Tuesday, July 27, 2010

Deleted scenes and out-takes

Okay, here's a bit of what went through my mind when I was planning the page that I posted last week. The class assignment was based on the old joke "a horse walks into a bar, and the bartender says "why the long face?"

The assignment was to draft up a page thumbnail with the basic storyline "A (character) walks into (an environment) and says (a line) to (a second character)". And because after hearing the horse joke, it was the next thing that came to mind, I decided to do a cowboy story where a cowboy walks into a saloon and says something like "you gotta lotta nerve coming back into this town."

I'm old school, so my default page breakdown is six panels per page, three rows and two columns. I start with that basic breakdown, and decide which panel is the most important and which is the biggest (not always the same thing) and start sliding the panel borders around. At the thumbnail stage, I'm just thinking about how much volume on the page each panel will take up, and how much volume in the panel each character will take up. I throw down a pose, but because my thumbnail sketches are only about 2 inches by 1.5 inches for the whole page, I let the character pose take up all the volume their action, including dialogue bubbles, will take in the final layout.  (I don't know if this is right or wrong, but for now it works for me.)



1. Started out with the first story beat and realized I'd rather keep all of the panels until the first close-up in widescreen format, to give it more of a Western movie feel.


 2. I made the establishing shot bigger to provide more information about the setting. The instructor suggested I try using an over-the-shoulder shot. I gave that a go, and roughed in the story beats up until the character delivers the line.


3. I decided to keep the establishing shot long and narrow, and the main character small in the panel to emphasize his isolation from the town and its folk, and I flipped the eyeline in the last panel to give the reader an exit from this page to the next. The instructor suggested I move the last three panels to page two because the pace felt a little rushed trying to get it all done in one page, and really the point of page one is the dramatic tension of the main character riding into town and entering the saloon.


4. Revised to include just up to the point where the cowboy walks into the saloon. Except that for narrative flow, the last panel should be flipped so the cowboy is walking into the panel on the left-hand side, so he enters the same way we'd read it, and the dramatic tension on the right hand side causes a pause in the forward momentum.
 




Now, because the first spoken line has been moved to page 2, and I was OK with the basic narrative flow in the thumbnail, I went ahead and went straight to full 11x17 format without doing the 5x8 layout sketch I would do for plotting dialogue bubbles and camera angles.  This resulted in a godawful eggregious layout error.  - there is a railing running exactly through the horizontal centre of the page. It's basically the visual equivalent of clotheslining  the reader.  Yeah, go ahead and look. I would apologize in advance for what you're about to see, but I warned you.
So, lesson learned. Check your layouts early and often. Righty-o.

The other narrative tweak was that I decided that the information in panel 2 is not as important as the information in panel 4, so I switched out which was the big full-bleed panel and which would be kept in the inside margins of the page.

And I still haven't made a decision on the final renders, but I'm leaning towards more stylized than realistic. There's a big monsterfest coming up, and my style, and the nature of the story itself where the characters are aware of the fact that they are in a comic book, leans more toward cartoon violence than actual gore.

Wednesday, July 21, 2010

What I Did On Summer Vacation

It may seem weird, but I took vacation time to go to school full-time.  In particular, to attend the summer session of Graphic Storytelling and Digital Rendering workshops offered at Max the Mutt Animation School.

Of course, at the same time I was doing this, I was also taking a couple of night classes through Toronto Cartoonists Workshop so I had my hands full. Full of pencils.

Awesome fun times. Sometimes frustrating and a little hand-cramp-inducing, but awesome fun times nonetheless.

 
For the record, if you ever have the chance to spend sixteen straight days doing nothing but what you love best, TAKE IT. For all of its intensity, this was the most restful vacation I've ever had.

 At this point, I've got the kernel of a fun story to tell.

So far, I haven't decided how I'm going to do the final renders, but here's the initial version. I haven't decided whether or not I like it the way it is, and I might redo this in regular pencil, instead of using grease pencil and going in with pen for the details (as shown).

I'm going to think about it, and get back to you on that.


Coming up next week - the creative process behind the page.

Wednesday, July 7, 2010

It's almost magic

Okay, so here's some stuff.




I was going through some old life drawings and found a kind of fun gesture drawing. It's dramatic, it has some flair, and I said to myself "hey, that looks like a pose Zatanna would take." So, I worked it up as a rough sketch, which turned out okay.



Once I had some decent line art, I put it on the lightbox and traced it onto some watercolour paper to do a rendering in ink wash.

Again, turned out okay. The wash did a couple of things I didn't expect, but that's what Photoshop is for, right?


■ **Task**
Output the number of lines in the entries below with the string "cervical" in them, and nothing further.

[Data entries for graphics]
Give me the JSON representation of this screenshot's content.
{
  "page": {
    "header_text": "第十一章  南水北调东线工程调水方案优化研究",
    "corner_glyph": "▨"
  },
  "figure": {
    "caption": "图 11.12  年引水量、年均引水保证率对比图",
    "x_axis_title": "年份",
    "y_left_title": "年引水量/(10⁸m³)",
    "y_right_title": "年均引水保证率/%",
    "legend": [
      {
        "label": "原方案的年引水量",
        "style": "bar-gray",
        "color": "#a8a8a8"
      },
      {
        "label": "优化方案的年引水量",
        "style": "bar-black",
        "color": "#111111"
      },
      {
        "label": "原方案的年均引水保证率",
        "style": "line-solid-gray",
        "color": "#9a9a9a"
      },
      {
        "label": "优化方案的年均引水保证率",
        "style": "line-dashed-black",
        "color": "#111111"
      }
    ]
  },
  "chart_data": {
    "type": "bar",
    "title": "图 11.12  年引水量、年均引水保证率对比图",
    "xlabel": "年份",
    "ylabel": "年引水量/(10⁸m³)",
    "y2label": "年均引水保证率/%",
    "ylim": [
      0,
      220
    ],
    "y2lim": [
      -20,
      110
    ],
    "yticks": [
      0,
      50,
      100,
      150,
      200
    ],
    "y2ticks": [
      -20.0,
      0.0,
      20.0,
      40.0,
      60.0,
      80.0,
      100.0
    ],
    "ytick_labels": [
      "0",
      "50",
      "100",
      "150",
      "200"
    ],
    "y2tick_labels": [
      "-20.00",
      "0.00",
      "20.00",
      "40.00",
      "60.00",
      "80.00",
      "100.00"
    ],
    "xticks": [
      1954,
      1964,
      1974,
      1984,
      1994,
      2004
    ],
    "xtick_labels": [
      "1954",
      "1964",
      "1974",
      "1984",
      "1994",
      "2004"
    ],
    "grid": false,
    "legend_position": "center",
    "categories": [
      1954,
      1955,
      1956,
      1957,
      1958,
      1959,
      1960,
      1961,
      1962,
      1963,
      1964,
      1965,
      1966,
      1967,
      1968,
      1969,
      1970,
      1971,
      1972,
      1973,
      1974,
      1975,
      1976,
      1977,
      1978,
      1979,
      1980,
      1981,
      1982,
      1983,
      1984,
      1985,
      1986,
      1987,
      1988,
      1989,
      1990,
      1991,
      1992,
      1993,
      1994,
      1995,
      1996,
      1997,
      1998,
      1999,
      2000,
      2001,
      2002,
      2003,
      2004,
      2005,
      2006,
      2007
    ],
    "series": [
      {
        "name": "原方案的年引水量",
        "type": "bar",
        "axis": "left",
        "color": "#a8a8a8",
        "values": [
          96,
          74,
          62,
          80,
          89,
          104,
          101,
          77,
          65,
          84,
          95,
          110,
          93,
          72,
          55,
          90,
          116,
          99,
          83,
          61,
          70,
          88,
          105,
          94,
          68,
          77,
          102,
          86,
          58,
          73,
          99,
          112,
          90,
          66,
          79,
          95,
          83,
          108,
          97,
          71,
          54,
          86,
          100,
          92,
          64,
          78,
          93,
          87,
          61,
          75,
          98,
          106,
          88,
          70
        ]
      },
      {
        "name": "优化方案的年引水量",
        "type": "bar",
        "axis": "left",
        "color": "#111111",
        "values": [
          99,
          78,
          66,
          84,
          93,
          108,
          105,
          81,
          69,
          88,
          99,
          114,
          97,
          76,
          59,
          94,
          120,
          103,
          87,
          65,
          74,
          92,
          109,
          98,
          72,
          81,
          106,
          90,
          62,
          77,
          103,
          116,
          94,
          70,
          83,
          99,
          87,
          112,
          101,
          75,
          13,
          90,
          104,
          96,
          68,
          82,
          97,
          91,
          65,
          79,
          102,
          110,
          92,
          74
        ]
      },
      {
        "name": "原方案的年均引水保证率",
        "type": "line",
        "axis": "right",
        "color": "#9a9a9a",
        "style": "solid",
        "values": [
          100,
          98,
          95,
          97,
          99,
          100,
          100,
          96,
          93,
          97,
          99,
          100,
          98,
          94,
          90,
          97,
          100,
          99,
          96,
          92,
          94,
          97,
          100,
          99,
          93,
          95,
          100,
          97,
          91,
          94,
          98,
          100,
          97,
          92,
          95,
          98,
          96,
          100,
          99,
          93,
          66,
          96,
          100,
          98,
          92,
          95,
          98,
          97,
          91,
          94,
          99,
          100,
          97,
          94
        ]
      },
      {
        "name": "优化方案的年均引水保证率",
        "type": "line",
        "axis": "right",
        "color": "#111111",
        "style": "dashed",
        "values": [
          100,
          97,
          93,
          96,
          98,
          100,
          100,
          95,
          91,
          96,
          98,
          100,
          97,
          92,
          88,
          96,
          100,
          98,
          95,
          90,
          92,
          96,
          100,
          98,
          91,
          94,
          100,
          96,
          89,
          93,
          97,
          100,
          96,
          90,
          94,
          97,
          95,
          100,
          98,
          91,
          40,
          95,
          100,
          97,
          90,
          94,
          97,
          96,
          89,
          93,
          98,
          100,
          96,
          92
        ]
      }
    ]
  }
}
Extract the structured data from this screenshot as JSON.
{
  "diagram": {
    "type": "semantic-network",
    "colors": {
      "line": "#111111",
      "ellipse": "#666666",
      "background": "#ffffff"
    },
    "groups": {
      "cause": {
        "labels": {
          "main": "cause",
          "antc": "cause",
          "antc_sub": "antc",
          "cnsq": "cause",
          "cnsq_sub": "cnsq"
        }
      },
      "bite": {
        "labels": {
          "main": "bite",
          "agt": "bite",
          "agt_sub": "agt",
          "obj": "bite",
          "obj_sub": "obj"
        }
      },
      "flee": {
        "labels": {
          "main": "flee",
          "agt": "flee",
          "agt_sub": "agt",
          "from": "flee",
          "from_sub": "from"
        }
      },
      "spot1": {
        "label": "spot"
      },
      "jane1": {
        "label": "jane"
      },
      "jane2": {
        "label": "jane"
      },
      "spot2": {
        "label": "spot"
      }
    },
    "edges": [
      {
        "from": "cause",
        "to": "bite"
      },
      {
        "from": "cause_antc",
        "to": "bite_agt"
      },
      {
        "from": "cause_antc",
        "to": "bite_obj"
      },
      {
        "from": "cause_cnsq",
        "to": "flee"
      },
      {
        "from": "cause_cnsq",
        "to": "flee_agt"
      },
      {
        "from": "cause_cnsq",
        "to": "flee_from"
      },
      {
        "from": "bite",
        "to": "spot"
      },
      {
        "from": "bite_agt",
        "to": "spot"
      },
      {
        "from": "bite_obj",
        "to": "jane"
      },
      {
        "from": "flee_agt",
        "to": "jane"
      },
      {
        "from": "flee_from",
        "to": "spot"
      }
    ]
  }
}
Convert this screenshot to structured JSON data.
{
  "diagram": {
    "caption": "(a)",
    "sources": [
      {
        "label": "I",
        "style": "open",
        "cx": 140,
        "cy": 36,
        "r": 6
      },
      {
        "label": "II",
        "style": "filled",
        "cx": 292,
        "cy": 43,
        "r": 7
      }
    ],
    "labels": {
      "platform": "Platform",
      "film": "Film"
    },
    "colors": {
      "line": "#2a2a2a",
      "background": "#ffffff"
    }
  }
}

==

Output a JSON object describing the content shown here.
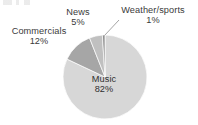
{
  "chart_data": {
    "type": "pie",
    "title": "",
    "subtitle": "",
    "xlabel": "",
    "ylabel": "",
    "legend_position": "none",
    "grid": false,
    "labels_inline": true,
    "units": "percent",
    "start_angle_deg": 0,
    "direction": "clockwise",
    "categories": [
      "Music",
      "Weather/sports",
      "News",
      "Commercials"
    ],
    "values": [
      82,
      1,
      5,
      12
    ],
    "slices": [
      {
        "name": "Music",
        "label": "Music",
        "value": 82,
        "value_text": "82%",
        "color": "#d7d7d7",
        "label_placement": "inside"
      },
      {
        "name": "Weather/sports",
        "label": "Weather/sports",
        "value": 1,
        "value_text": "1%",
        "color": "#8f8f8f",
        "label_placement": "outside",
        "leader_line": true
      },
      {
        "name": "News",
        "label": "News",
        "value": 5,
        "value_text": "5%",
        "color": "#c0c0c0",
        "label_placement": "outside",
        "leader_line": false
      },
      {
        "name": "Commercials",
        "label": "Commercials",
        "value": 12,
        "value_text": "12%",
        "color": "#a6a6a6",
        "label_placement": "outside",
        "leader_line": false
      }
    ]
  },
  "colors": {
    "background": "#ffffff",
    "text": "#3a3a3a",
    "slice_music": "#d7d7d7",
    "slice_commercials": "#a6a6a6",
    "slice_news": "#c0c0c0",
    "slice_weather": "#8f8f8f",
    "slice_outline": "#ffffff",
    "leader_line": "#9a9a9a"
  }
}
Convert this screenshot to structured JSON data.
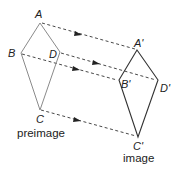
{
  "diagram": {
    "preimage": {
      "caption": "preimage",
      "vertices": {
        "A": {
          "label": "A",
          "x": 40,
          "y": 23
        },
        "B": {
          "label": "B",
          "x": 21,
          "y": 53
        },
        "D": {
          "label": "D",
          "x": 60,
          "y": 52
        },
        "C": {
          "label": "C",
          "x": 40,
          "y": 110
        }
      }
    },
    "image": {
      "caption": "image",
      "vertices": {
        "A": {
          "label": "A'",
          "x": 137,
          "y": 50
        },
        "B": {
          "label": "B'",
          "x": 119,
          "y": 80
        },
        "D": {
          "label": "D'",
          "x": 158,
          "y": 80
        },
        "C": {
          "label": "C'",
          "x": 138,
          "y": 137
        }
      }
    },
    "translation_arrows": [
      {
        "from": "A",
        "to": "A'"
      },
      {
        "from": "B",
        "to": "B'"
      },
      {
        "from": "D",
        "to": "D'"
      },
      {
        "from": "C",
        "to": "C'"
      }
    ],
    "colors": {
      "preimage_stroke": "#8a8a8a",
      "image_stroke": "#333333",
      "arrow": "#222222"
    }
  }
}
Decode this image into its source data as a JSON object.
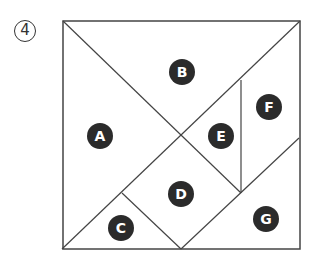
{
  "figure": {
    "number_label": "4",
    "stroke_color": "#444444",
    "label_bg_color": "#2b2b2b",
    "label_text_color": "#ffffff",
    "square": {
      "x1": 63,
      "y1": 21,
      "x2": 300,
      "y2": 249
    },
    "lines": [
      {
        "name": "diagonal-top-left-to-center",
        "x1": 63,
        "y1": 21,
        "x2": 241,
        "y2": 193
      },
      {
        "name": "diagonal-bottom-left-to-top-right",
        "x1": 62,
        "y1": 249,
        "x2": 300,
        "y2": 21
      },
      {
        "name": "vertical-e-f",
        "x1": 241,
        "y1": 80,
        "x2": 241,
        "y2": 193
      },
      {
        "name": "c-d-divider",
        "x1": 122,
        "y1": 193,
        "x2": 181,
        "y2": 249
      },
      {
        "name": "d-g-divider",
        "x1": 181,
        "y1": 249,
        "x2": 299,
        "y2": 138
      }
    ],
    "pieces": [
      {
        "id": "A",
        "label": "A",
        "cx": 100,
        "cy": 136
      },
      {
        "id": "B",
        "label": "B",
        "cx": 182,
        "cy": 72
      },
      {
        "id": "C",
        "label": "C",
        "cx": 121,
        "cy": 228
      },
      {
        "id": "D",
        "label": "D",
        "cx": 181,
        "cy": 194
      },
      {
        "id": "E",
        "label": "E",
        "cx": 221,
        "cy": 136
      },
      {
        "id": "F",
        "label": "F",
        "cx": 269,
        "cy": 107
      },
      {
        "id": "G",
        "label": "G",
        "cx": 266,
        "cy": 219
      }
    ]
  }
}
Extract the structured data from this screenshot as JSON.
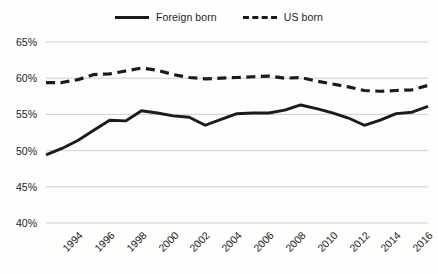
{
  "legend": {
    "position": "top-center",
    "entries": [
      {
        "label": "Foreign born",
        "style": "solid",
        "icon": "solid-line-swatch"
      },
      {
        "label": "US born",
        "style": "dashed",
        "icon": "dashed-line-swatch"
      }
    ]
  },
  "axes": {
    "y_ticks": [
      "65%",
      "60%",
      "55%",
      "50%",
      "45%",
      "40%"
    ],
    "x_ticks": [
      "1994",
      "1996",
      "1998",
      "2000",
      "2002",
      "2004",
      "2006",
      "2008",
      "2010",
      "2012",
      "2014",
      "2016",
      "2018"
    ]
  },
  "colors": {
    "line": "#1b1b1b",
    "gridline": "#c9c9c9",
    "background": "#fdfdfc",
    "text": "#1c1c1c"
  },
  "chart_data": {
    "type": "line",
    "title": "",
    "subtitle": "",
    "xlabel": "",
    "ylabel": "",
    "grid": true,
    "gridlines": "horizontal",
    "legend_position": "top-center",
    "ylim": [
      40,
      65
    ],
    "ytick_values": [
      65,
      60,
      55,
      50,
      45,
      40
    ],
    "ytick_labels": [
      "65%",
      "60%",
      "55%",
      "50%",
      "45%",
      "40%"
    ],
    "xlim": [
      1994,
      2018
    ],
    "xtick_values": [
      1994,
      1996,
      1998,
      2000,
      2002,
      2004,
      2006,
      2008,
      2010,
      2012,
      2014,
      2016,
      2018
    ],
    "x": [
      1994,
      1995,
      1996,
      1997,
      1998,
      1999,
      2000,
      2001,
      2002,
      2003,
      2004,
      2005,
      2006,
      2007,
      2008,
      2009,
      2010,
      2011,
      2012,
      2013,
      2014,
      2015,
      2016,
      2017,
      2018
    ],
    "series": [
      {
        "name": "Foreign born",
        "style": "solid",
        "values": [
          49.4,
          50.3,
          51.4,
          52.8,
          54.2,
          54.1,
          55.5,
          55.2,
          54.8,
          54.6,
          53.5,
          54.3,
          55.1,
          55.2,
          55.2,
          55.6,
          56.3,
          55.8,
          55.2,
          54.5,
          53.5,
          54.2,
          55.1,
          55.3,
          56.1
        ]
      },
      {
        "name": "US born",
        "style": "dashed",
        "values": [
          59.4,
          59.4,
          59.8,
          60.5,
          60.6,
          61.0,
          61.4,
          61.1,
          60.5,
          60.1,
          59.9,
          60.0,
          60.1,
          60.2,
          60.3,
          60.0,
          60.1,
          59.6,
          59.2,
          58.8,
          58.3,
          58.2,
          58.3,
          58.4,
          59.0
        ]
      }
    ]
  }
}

--

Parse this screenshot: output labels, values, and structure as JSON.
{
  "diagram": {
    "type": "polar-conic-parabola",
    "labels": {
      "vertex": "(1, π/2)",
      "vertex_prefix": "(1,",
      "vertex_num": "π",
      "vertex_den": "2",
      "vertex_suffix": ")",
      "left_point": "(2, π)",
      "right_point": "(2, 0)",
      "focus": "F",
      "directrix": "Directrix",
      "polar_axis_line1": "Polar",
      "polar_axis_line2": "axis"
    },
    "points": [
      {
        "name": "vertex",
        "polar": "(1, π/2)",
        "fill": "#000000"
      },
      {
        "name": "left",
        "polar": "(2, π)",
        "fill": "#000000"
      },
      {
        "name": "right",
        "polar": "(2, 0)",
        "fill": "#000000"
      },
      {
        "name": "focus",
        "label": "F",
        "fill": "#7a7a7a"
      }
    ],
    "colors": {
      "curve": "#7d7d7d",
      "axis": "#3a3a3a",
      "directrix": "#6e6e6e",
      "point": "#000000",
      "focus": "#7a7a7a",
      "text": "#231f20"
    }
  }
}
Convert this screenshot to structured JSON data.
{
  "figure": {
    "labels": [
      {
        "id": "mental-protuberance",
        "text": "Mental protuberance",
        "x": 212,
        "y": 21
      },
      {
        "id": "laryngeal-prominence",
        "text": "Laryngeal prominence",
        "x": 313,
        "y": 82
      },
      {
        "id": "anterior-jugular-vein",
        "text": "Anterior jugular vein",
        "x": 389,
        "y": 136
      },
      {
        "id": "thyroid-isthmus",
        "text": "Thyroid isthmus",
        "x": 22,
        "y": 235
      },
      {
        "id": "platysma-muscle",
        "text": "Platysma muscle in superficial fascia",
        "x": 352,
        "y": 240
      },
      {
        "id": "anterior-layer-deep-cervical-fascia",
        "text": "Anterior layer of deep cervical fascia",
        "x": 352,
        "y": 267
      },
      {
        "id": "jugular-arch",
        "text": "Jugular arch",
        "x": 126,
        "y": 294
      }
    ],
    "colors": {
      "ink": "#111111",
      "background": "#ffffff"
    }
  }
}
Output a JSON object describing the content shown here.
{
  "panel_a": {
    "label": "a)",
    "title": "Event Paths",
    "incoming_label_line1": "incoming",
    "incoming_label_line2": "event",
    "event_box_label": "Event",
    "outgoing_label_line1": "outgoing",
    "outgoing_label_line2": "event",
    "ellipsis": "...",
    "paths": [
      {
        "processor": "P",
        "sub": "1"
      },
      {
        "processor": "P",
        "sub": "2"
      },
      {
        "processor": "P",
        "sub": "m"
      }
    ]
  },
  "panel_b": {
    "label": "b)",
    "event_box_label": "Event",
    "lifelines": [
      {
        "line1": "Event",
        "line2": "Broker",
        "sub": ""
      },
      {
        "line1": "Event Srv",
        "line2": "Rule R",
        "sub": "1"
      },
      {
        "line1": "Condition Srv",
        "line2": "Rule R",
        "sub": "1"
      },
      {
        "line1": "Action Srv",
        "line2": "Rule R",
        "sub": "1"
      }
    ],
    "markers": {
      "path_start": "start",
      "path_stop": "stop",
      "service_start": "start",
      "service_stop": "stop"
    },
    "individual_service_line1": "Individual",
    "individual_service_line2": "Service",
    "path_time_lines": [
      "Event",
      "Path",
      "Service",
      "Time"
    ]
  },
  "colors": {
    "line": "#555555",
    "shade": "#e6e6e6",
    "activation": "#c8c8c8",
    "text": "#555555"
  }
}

■ **Task result**
2